5th International Conference for Carceral Geography

The call for papers is now live for the 5th International Conference for Carceral Geography, which takes place on 14-15 December 2022.

This year’s conference is hosted by The University of Melbourne, Australia. The conference will be a hybrid online/in-person event, with sessions across multiple time zones and locations.

The conference theme is Confinement: Spaces and Practices of care and control.

Read the call for papers and find out how to submit your abstract.

New ‘Carceral Crossings’ article online now

The latest article in our Carceral Crossings series is online now: Carceral control through a university student lens at homecoming.

In this new article, Emma Dann, an undergraduate student at Queen’s University, Canada, reflects on her experiences of carceral immobilisation during Homecoming at her university. 

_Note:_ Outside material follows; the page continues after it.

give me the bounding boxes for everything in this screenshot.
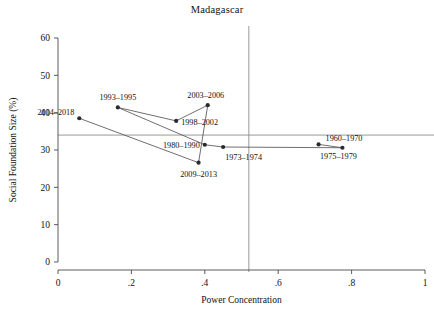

Emma describes how celebrations in October 2021 were subject to ‘a police presence more extensive and more intense than the University and its students had experienced before’. Drawing on her academic study of carceral geography, she argues that the policing of the celebrations represents ‘a clear example that techniques and technologies of confinement seep out of ‘carceral’ spaces into the everyday, domestic, street, and institutional spaces’.

Read Emma’s article online here

About Carceral Crossings

Carceral Crossings provides a forum for researchers to explore the interactions between carceral geography and their own research and/or life experiences.

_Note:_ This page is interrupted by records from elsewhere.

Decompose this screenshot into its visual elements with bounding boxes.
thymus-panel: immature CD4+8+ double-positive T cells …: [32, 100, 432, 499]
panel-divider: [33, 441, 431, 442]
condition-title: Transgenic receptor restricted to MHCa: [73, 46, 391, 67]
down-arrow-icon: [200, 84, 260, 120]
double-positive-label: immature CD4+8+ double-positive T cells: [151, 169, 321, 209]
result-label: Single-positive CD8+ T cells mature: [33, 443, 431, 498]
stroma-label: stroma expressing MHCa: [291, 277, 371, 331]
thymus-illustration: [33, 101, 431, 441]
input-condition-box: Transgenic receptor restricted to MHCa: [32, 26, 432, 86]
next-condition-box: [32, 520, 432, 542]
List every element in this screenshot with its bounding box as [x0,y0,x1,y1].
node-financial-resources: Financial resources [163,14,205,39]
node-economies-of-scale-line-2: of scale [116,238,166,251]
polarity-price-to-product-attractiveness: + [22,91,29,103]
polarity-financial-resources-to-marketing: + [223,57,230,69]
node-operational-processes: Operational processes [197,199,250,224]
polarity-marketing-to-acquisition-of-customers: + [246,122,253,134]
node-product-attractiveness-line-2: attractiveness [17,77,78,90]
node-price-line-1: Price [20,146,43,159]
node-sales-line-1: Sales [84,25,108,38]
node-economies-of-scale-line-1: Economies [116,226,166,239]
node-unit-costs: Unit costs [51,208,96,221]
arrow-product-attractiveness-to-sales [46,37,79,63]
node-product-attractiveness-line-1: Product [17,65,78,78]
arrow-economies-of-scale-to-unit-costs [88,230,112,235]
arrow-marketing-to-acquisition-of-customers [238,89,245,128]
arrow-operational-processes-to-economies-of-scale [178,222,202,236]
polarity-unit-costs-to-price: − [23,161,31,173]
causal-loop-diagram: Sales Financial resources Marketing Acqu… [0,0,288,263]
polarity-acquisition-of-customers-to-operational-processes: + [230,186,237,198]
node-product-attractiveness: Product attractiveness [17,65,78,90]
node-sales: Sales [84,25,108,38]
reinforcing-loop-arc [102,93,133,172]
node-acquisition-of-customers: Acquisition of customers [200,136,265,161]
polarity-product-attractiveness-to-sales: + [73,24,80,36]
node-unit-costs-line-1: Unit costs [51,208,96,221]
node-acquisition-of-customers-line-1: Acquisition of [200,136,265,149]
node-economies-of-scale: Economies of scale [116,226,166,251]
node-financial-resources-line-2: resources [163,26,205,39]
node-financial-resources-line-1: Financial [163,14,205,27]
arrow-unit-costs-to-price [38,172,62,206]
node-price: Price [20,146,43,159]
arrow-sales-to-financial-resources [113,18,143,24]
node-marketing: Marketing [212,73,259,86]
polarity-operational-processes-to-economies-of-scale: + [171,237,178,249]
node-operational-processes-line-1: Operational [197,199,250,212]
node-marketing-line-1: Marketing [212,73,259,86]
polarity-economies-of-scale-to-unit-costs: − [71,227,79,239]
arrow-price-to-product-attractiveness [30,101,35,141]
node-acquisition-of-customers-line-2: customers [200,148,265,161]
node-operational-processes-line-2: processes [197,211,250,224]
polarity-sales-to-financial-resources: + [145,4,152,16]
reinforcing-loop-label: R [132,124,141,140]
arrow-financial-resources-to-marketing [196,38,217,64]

Possible topics for Carceral Crossings articles include:

  • Discussion of carceral geography scholarship that has been formative for the author’s own research
  • Analysis of manifestations of carcerality in the news or in everyday life
  • Reflections on carceral geography research and methods
  • Discussion of learning and/or teaching carceral geography

The format is informal, comprising blog-style pieces of up to 750 words, excluding references. We are particularly keen to publish writing by Early Career Researchers (undergraduate, masters, doctoral, and postdoctoral).